Approaching the end of his life, Ohno began to perceive dance as an almost organic function of the body. Probably that is what kept him alive for so long. Once deprived of the ability to dance, he died shortly afterwards. For Kazuo Ohno dance was like air, like nature, like the whole Universe, of which he was merely a small particle.

A Message to the Universe by Kazuo Ohno (1998)
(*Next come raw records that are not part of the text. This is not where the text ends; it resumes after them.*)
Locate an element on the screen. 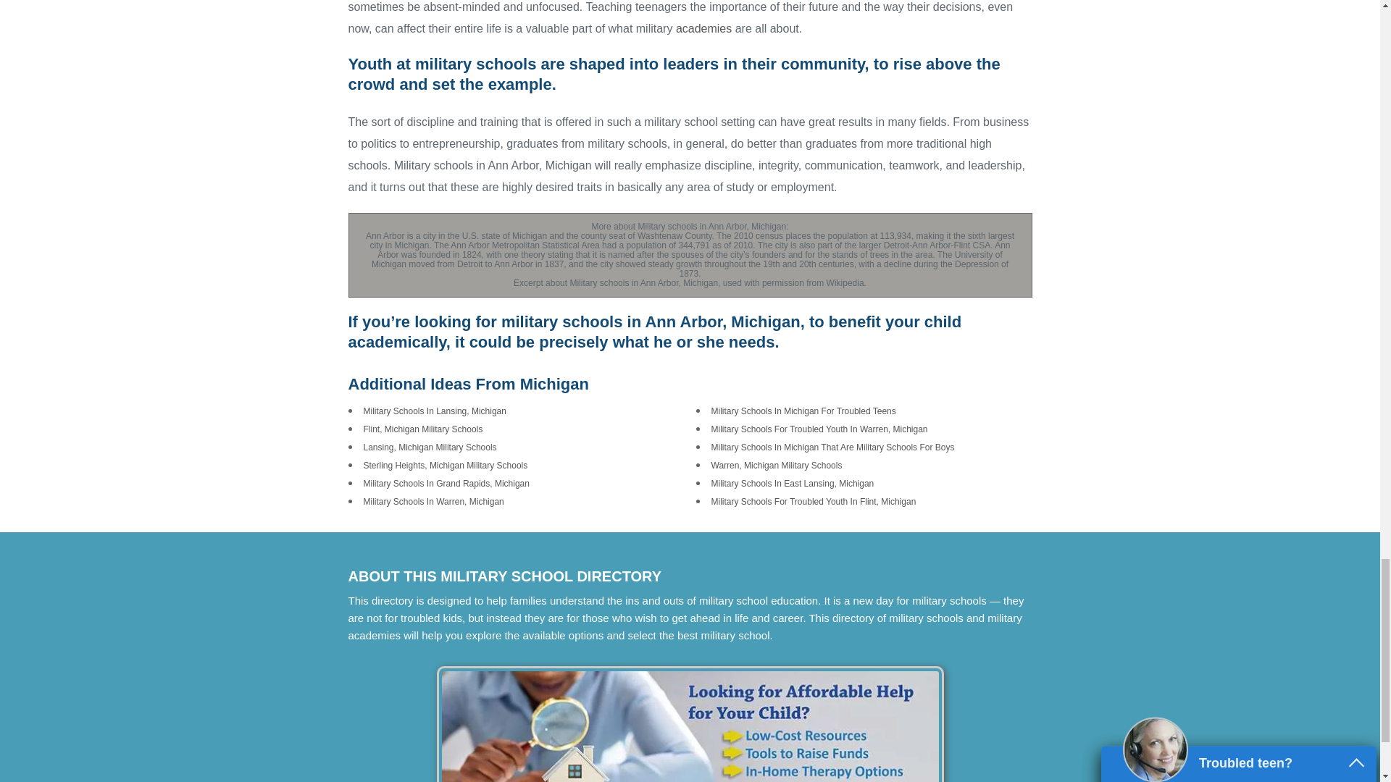 Image resolution: width=1391 pixels, height=782 pixels. academies is located at coordinates (703, 28).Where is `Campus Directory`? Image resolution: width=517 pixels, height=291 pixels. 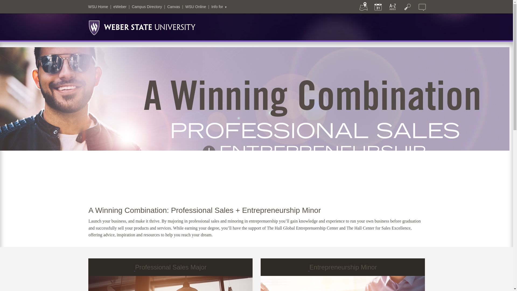
Campus Directory is located at coordinates (146, 7).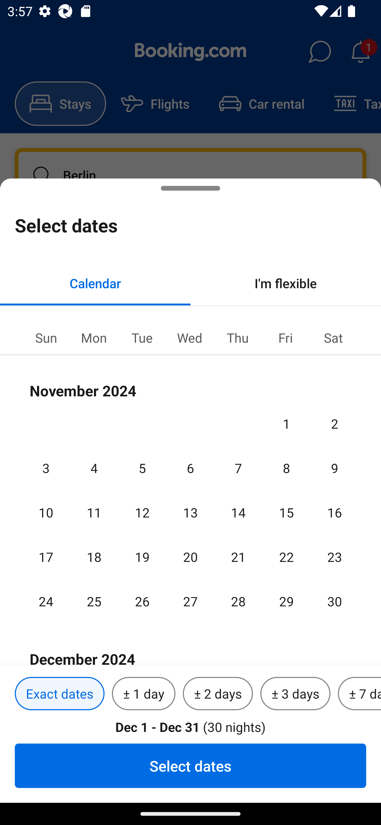 The width and height of the screenshot is (381, 825). What do you see at coordinates (359, 694) in the screenshot?
I see `± 7 days` at bounding box center [359, 694].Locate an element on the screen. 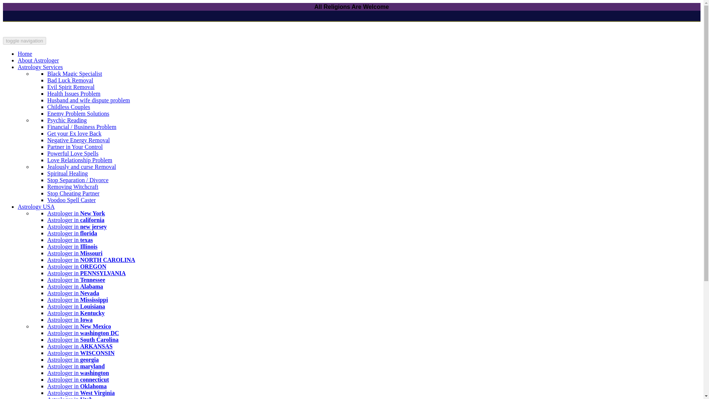 This screenshot has height=399, width=709. Astrology USA is located at coordinates (36, 206).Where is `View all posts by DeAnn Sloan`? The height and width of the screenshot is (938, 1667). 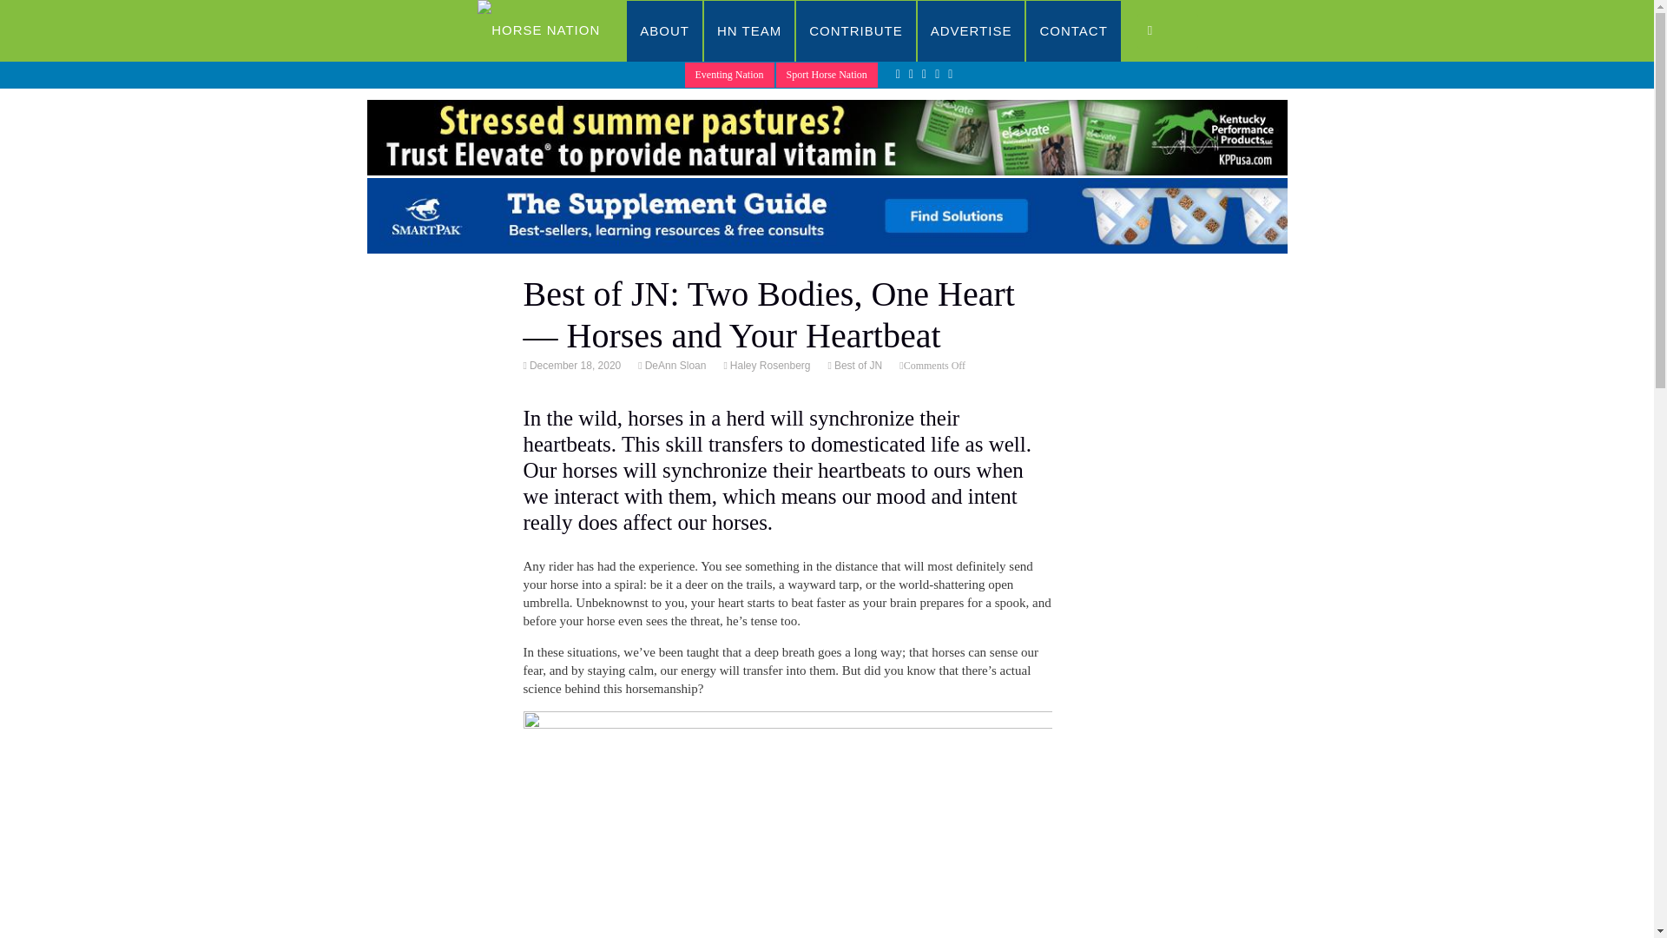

“On the verge of death one revisits the joyful moments of a lifetime. One’s eyes are opened wide-gazing into the palm, seeing death, life, joy and sorrow with a sense of tranquility.  The daily studying of the soul, is this the beginning of the journey? I sit bewildered in the playground of the dead. Here I wish to dance and dance and dance and dance, the life of the wild grass. I see the wild grass, I am the wild grass, and I become one with the universe. That metamorphosis is the cosmology and the study of the soul. In the abundance of nature I see the foundation of dance. Is this because my soul wants to physically touch the truth? When my mother was dying I caressed her hair all night long without being able to speak one word of comfort. Afterwards, I realized that I was not taking care of her, but she was taking care of me. The palms of my mother’s hands are precious wild grass for me. I wish to dance the dance of wild grass to the utmost of my heart.”